Tales of extreme bravery, like that of Jacob and Klaasje van der Haar, who hid a Jewish baby and teen from the Nazis, will be preserved in Brisbane’s new Holocaust museum and education centre
Watching elderly veterans’ wave as they drove past in Anzac parade after Anzac parade, their numbers dwindling year after year, Ingrid Bradford’s thoughts always turned to her beloved late grandparents.
Her Oma and Opa, Klaasje and Jacob van der Haar, had been Brisbane residents more than 40 years when a letter came notifying the couple they were to be honoured for risking their lives to save a Jewish baby and teenage girl during the Holocaust.
Jacob had died by then and Klaasje, in her 90s, was too frail to travel to Sydney for the official ceremony.
The letter was put aside as family concentrated on caring for their beloved Oma, eventually to be forever reunited with her cherished husband.
Grief, then everyday life, swallowed time, the letter lost, the honour all but forgotten. Except on Anzac Day, when Bradford’s thoughts inevitably turned to the deadly risks her Dutch grandparents took and the mystery award they never received. It would take two years, countless emails and lots of determination before Bradford tracked down the details and, in an emotional ceremony, accepted a medal on her grandparents’ behalf, almost 20 years after the original letter was sent.
Read the article by Leanne Edmistone in the Courier Mail.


◆ WORK INSTRUCTIONS
From the records below, pull each line that has "anomaly".

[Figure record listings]
====

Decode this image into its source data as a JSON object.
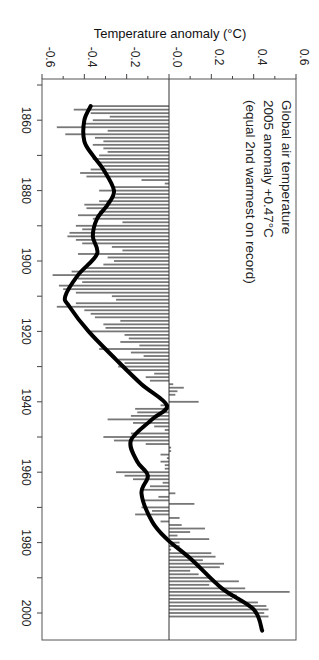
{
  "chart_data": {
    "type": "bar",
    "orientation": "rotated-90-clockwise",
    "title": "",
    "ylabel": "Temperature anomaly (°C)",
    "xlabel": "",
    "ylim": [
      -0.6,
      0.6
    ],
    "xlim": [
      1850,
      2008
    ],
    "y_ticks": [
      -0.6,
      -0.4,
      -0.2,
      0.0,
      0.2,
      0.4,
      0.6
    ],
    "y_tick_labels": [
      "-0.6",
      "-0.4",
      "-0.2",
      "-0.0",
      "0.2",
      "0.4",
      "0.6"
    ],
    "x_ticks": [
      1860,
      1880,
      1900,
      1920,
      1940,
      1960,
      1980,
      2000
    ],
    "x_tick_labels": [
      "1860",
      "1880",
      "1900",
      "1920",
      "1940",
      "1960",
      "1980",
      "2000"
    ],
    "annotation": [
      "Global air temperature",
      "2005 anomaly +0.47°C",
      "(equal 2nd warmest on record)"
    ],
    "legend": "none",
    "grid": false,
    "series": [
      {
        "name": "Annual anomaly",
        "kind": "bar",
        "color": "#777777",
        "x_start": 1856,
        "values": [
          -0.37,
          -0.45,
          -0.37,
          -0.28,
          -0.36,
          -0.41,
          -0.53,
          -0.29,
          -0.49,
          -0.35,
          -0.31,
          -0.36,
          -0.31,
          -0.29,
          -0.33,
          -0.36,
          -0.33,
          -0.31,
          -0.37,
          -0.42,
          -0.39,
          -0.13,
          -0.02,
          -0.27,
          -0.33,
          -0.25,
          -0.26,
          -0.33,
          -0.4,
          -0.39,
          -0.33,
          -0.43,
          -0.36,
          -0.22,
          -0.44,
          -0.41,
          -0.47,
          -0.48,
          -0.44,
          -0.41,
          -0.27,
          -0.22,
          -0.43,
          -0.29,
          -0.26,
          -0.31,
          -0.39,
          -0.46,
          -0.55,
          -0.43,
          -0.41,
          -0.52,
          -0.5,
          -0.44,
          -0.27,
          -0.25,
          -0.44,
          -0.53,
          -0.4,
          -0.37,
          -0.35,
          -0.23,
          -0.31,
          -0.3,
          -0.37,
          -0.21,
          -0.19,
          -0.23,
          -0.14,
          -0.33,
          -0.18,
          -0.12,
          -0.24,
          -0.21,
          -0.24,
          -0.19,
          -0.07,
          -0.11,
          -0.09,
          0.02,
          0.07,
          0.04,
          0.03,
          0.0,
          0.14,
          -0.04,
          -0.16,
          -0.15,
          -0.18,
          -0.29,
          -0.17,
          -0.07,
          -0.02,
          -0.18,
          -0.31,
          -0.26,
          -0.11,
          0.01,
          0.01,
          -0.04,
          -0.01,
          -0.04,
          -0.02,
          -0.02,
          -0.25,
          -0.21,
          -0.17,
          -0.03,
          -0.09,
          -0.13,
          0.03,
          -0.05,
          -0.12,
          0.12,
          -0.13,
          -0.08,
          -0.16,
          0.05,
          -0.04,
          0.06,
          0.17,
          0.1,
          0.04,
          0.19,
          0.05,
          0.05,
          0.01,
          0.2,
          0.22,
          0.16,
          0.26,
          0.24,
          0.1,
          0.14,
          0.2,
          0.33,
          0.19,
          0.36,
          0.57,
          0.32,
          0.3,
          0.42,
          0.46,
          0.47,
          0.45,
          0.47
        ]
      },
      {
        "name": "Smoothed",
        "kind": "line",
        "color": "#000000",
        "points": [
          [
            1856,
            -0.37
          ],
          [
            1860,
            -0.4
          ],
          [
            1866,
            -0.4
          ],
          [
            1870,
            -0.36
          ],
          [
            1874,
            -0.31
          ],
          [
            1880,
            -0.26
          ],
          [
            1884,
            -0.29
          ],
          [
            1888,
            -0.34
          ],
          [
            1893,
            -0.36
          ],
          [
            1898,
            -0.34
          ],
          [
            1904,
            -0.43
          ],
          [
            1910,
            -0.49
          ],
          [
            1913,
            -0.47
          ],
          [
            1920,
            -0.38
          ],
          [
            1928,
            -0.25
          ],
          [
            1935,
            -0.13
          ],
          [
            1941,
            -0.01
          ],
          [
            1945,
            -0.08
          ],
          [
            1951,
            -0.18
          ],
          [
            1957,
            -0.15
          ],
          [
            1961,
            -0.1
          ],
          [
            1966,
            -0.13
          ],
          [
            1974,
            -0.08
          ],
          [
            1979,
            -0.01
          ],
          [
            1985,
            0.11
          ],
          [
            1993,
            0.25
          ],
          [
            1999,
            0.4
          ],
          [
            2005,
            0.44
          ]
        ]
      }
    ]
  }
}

====

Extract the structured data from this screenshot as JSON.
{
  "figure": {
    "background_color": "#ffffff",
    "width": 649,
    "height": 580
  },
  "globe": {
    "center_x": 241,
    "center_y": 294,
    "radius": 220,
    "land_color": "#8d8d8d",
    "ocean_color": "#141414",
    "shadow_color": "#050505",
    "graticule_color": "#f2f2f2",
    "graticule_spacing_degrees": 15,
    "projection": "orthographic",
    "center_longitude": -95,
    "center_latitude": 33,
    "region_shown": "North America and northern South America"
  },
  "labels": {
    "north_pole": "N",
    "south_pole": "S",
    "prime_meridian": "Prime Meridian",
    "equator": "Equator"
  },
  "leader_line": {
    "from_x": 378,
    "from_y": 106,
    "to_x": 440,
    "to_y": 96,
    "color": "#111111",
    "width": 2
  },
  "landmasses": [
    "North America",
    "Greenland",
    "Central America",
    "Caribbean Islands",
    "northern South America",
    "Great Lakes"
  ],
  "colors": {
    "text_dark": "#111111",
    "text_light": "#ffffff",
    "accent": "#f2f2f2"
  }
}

====

◆ OUTPUT OF THE TASK
    "ylabel": "Temperature anomaly (°C)",
      "2005 anomaly +0.47°C",
        "name": "Annual anomaly",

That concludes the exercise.